Julian and Dane give up their office room for me, Julian unrolling an old futon he'd had stored in a closet, and then I spend the rest of the morning drying and ironing my rain-dampened clothes.

The ever-thrilling life of a werewolf, you know.

In the afternoon, Dane leaves to 'take care of some stuff,' but I know he's headed for Ambrose's house, to try to talk to him. When he returns, I'm sitting on the back porch, grooming Dougal, but I can hear what he says plainly enough through the open door.

"Any luck?" Freya asks. She'd stayed all day, working on her laptop and phone and generally taking over Julian's house.

"No," Dane answers, sounding unhappy. "The creepy girl answered the door, but wouldn't let me in. Said Ambrose, 'wasn't taking visitors.' When I pressed, she admitted no one's seen him since the day before. He's locked himself in his room and given orders not to let anyone in the house. Even Mathilda's staff have been turned out."

"Why didn't you just bust your way in? That's what you usually do."

"Thought about it," Dane admits, still keeping his voice quiet. "Decided it wasn't likely to be worth the effort. Instead I told creepy-girl to give him a message."

"Lemme guess. Was it, 'you hurt my brother and I'll tear your heart out and make you eat it?'"

"No, he's heard that one already," Dane grunts. "I said... Well, I said that when he's ready for help, we'll be there."

"Oh. That's...nice of you."

I can imagine the skeptical lift of Freya's brow, and it almost makes me smile.

"I can be nice," Dane returns neutrally, "when it suits me."
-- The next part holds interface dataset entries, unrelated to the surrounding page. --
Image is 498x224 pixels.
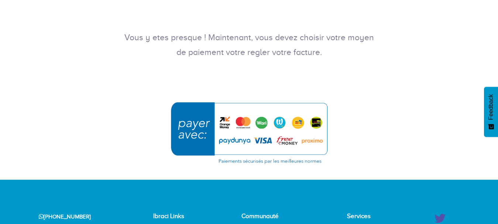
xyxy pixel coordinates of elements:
p: Vous y etes presque ! Maintenant, vous devez choisir votre moyen de paiement votre regler votre f... [124,30,375,60]
h4: Communauté [241,213,292,220]
h4: Services [347,213,403,220]
img: Choisissez cette option pour continuer avec l'un de ces moyens de paiement : PayDunya, Yup Money,... [166,97,332,169]
h4: Ibraci Links [153,213,201,220]
span: Feedback [487,94,494,120]
button: Feedback - Afficher l’enquête [484,87,498,137]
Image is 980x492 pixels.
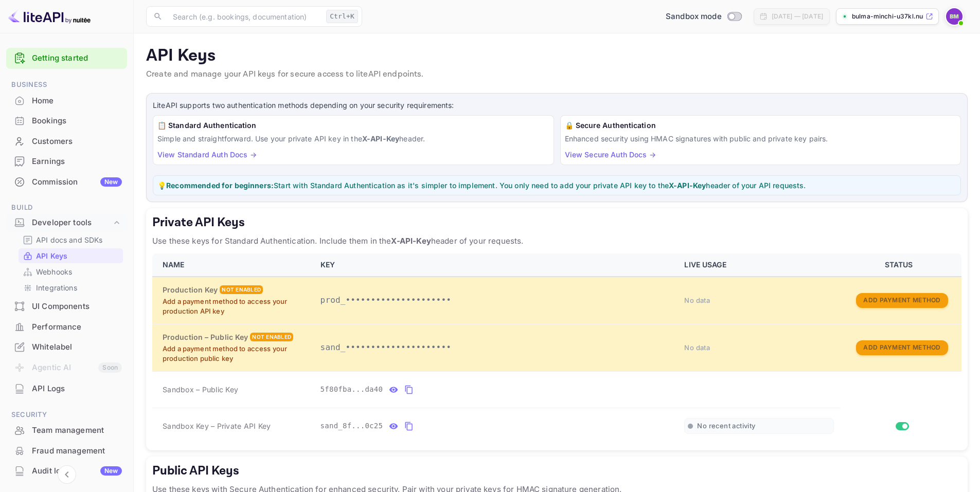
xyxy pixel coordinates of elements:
div: Webhooks [19,265,123,280]
div: API docs and SDKs [19,232,123,247]
span: No data [684,296,710,304]
span: 5f80fba...da40 [320,384,383,395]
a: Add Payment Method [856,295,948,304]
span: No data [684,344,710,352]
h5: Public API Keys [152,463,961,479]
div: API Keys [19,248,123,263]
a: UI Components [6,297,127,316]
span: No recent activity [697,421,755,431]
div: Ctrl+K [326,10,358,23]
a: Performance [6,317,127,337]
span: Sandbox mode [665,11,722,23]
div: Developer tools [32,217,112,229]
p: prod_••••••••••••••••••••• [320,294,673,307]
a: Team management [6,421,127,440]
div: Developer tools [6,214,127,232]
th: LIVE USAGE [678,254,840,277]
a: API docs and SDKs [23,235,119,245]
div: Team management [6,421,127,441]
div: Performance [32,322,122,333]
a: Home [6,91,127,110]
span: Build [6,202,127,213]
div: New [101,178,122,187]
a: CommissionNew [6,173,127,191]
a: Bookings [6,111,127,130]
a: Webhooks [23,267,119,277]
img: LiteAPI logo [9,9,91,25]
p: API Keys [36,250,67,261]
a: Customers [6,132,127,150]
p: Integrations [36,282,77,293]
a: API Logs [6,379,127,398]
span: Security [6,409,127,421]
a: Fraud management [6,441,127,461]
div: CommissionNew [6,173,127,193]
a: API Keys [23,250,119,261]
div: Bookings [6,111,127,131]
h6: Production – Public Key [163,332,248,343]
a: View Standard Auth Docs → [158,150,257,159]
div: Whitelabel [32,342,122,354]
a: Getting started [32,53,122,64]
div: API Logs [32,383,122,395]
strong: X-API-Key [669,181,706,190]
div: Switch to Production mode [662,11,745,23]
th: NAME [152,254,315,277]
button: Add Payment Method [856,340,948,355]
input: Search (e.g. bookings, documentation) [167,6,322,27]
p: LiteAPI supports two authentication methods depending on your security requirements: [153,100,961,111]
span: sand_8f...0c25 [320,421,383,431]
a: Earnings [6,152,127,170]
p: API docs and SDKs [36,235,103,245]
p: sand_••••••••••••••••••••• [320,342,673,354]
a: Whitelabel [6,337,127,357]
div: New [101,466,122,476]
th: KEY [315,254,678,277]
div: Fraud management [32,446,122,457]
p: Add a payment method to access your production public key [163,344,308,364]
div: Audit logsNew [6,461,127,481]
span: Sandbox – Public Key [163,384,238,395]
p: API Keys [146,46,968,66]
a: Integrations [23,282,119,293]
img: bulma minchi [946,9,962,25]
strong: Recommended for beginners: [166,181,274,190]
div: API Logs [6,379,127,399]
div: Performance [6,317,127,337]
p: Add a payment method to access your production API key [163,297,308,317]
div: Not enabled [220,285,263,294]
a: Audit logsNew [6,461,127,481]
span: Business [6,79,127,91]
div: UI Components [32,301,122,313]
h6: 📋 Standard Authentication [158,120,549,131]
div: Not enabled [250,333,293,342]
strong: X-API-Key [391,236,431,246]
div: Bookings [32,116,122,127]
h5: Private API Keys [152,215,961,231]
div: Customers [32,135,122,148]
div: Customers [6,132,127,152]
button: Add Payment Method [856,293,948,308]
div: Team management [32,425,122,436]
div: Earnings [6,152,127,172]
div: Home [6,91,127,111]
h6: 🔒 Secure Authentication [565,120,957,131]
span: Sandbox Key – Private API Key [163,421,270,431]
div: Fraud management [6,441,127,461]
p: bulma-minchi-u37kl.nui... [852,12,924,21]
div: Home [32,95,122,107]
div: Getting started [6,48,127,69]
div: Audit logs [32,466,122,477]
strong: X-API-Key [362,134,399,143]
a: View Secure Auth Docs → [565,150,656,159]
a: Add Payment Method [856,342,948,352]
p: Enhanced security using HMAC signatures with public and private key pairs. [565,133,957,144]
div: Earnings [32,156,122,168]
p: Webhooks [36,267,72,277]
p: Simple and straightforward. Use your private API key in the header. [158,133,549,144]
p: 💡 Start with Standard Authentication as it's simpler to implement. You only need to add your priv... [158,180,956,191]
div: Commission [32,176,122,188]
button: Collapse navigation [58,466,76,484]
th: STATUS [840,254,961,277]
p: Use these keys for Standard Authentication. Include them in the header of your requests. [152,235,961,247]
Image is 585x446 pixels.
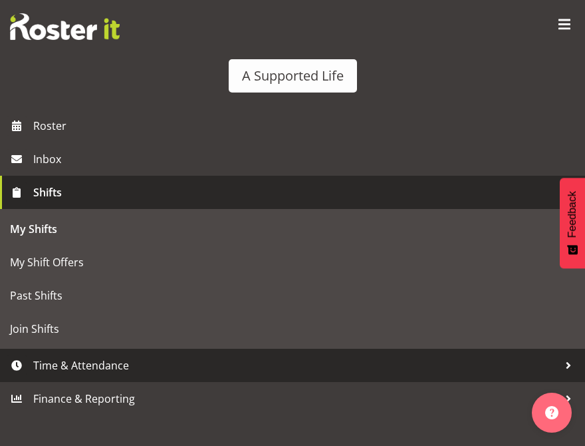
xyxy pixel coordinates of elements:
[33,182,559,202] span: Shifts
[3,279,582,312] a: Past Shifts
[567,191,579,237] span: Feedback
[10,252,575,272] span: My Shift Offers
[33,388,559,408] span: Finance & Reporting
[3,312,582,345] a: Join Shifts
[10,219,575,239] span: My Shifts
[10,13,120,40] img: Rosterit website logo
[242,66,344,86] div: A Supported Life
[33,116,579,136] span: Roster
[10,319,575,338] span: Join Shifts
[545,406,559,419] img: help-xxl-2.png
[33,149,579,169] span: Inbox
[3,245,582,279] a: My Shift Offers
[33,355,559,375] span: Time & Attendance
[3,212,582,245] a: My Shifts
[10,285,575,305] span: Past Shifts
[560,178,585,268] button: Feedback - Show survey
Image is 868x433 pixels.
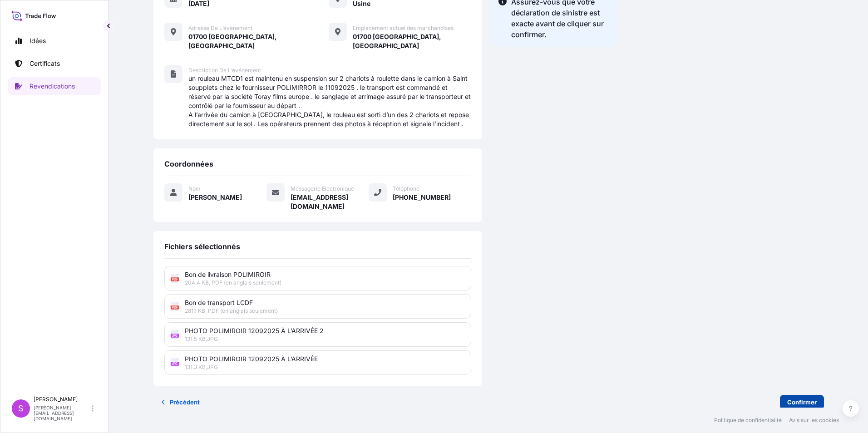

"Ooh, so it's a strategy, then?"

There's a pause, and then Dane speaks in an even quieter tone, probably thinking I can't hear. He always did underestimate my ears.

"More like...an act of faith," he says.

"Faith? In dragon-man?" Freya scoffs.

"No, in Noah," Dane answers and pauses again for one of his long, deep-lunged sighs. "Whether we like it or not, he's made his Choice; and for better or worse, that Choice is Ambrose Thorne. The best we can hope is that Thorne makes it out of this mess alive, and that he's not a murderer or a monster by the end of it. For Noah's sake, if I can help him do that, then I will."

A few seconds pass in silence, and then Freya speaks in an equally soft voice.

"You're a good brother, and a good man, Dane. A good Wolf, too. But you have a bad habit of taking on other people's problems and making 'em your own. Like you did for me."

Dane starts to speak, but Freya goes on.

"Just listen. I'm grateful. You saved my life, and you know that. But that was years ago, and you're in a different place now. You've got a Mate who needs you and—from what I hear—you might have a rare shot at something more. Now, like you said, this is Noah's choice, which makes it his responsibility. Not yours. You've got to let him live and learn from his own mistakes, whether or not Ambrose Thorne is among them."

I wait for Dane to answer, but after a few minutes, in which my heart and lungs feel increasingly too large for my rib-cage to contain them, I realize he isn't going to, and I get up and start walking.

I'm not angry at Freya, or at Dane, because Freya is right. Dane's protective, alpha nature is exactly what I've been relying on; instead of finding my own strength, I've been letting him shelter me with his, and suddenly I hate myself for that.